Bioinformatic processing
Demultiplexed reads were provided by the sequencing company (Admera
health Biopharma Services) and were checked for quality using MultiQC
(Ewels, Magnusson, Lundin, & Kaller, 2016). Forward and reverse primers
were removed using Trimmomatic (Bolger, Lohse, & Usadel, 2014). Reads
were further processed using the Dada2 pipeline in the Dada2 v1.12.1
package (Callahan et al., 2016) in R v3.6.2 (Team, 2019) to obtain
amplicon sequence variants. Standard filtering parameters were used,
except for the maximum number of errors allowed in a read, which was set
at 3. Reads were further trimmed to remove parts with a quality score
< 30 while keeping at least 5 bp overlap. For each sample and
each primer set, unique reads were determined, merged and filtered for
chimera’s. Taxonomy was assigned using a custom made reference database
containing in house and Bold COI sequences from macrobenthic species
that have been found during monitoring campaigns in the Belgian part of
the North Sea over the last ten years. This reference database contained
346 Sanger COI sequences from 306 species. The newly generated COI
sequences have been uploaded to BOLD and are part of a larger study to
build a COI reference database for macrobenthos from the whole North Sea
region (https://northsearegion.eu/geans/).
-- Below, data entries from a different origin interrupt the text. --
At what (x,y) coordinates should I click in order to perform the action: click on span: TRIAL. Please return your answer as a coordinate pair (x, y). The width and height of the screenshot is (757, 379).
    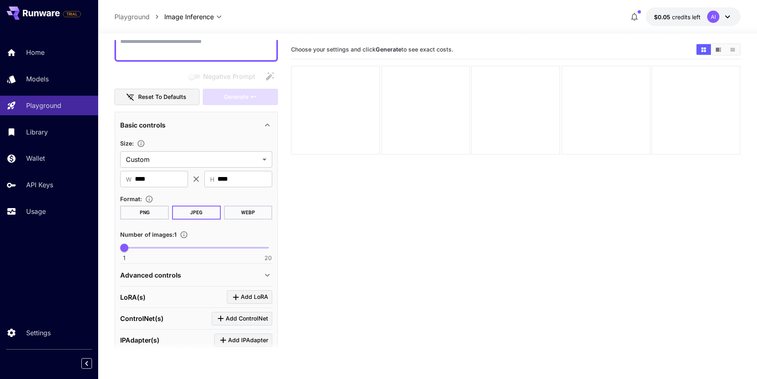
    Looking at the image, I should click on (72, 14).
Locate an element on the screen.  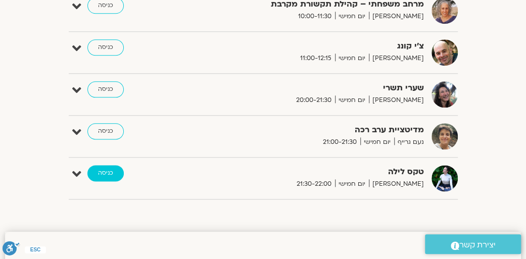
strong: מדיטציית ערב רכה is located at coordinates (315, 130).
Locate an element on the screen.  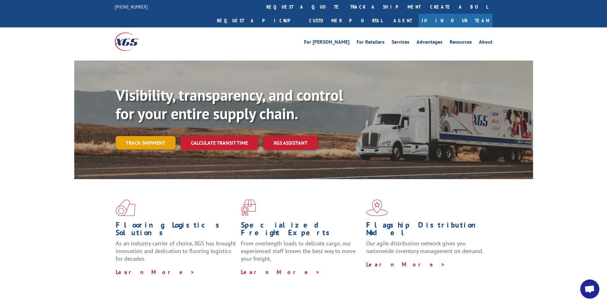
a: Request a pickup is located at coordinates (258, 20).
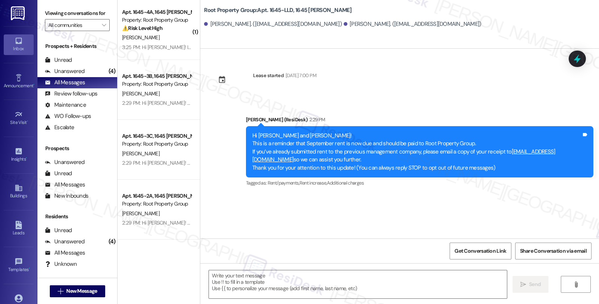  Describe the element at coordinates (19, 192) in the screenshot. I see `a: Buildings` at that location.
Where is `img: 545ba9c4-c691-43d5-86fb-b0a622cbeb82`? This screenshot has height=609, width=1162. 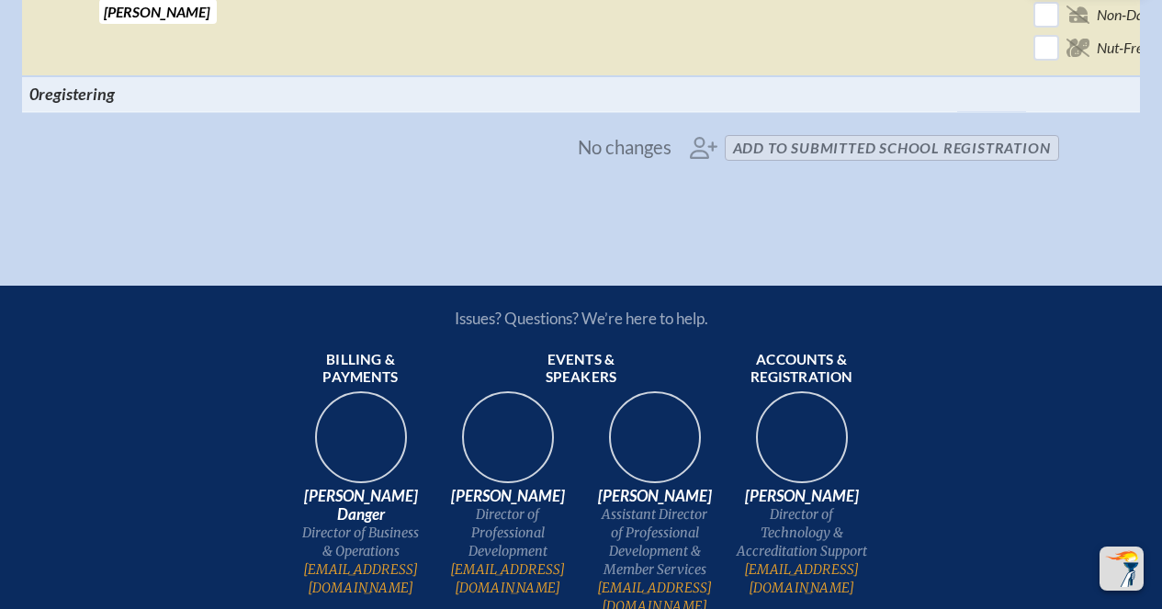 img: 545ba9c4-c691-43d5-86fb-b0a622cbeb82 is located at coordinates (655, 445).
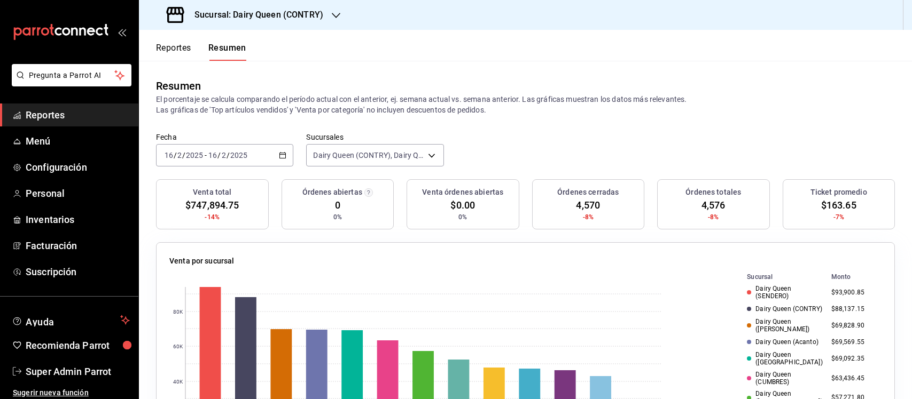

Taxonomy was assigned with
the naïve Bayesian classifier (Wang, Garrity, Tiedje, & Cole, 2007)
with the number of bootstraps set at 80 (minBoot = 80). Barplots were
created in R to visualize the number of reads, ASVs and the percentage
of ASVs with assigned taxonomy for the ethanol and bulk samples for each
primer set. ASVs that did not receive a taxonomic assignment at the
phylum level using our custom reference database were extracted and
taxonomic assignment was repeated as above but now using the
MIDORI_UNIQUE_COI_MARINE_20180221 reference dataset (Machida et al.,
2017) downloaded fromhttp://genoweb.toulouse.inra.fr/frogs_databanks/assignation/to ensure that the lack taxonomic assignment was not caused by the
reference database used. Only a small fraction of the data was
additionally assigned taxonomy when using the Midori dataset (see
results), so all further comparisons were made using taxonomic
assignments with our custom made reference database because it has been
shown that smaller training datasets tailored to the taxa and geographic
region of interest yield better results for genus and species level
assignments than using the largest possible database (Macheriotou et
al., 2019; Ritari, Salojarvi, Lahti, & de Vos, 2015). For primer set A,
unassigned ASVs after MIDORI were matched against the nt database of
NCBI using Blastn to check whether these unassigned ASVs were from
non-metazoan origin. Taxonomic assignments with qcov >50
and pident > 90 were considered a reliable hit.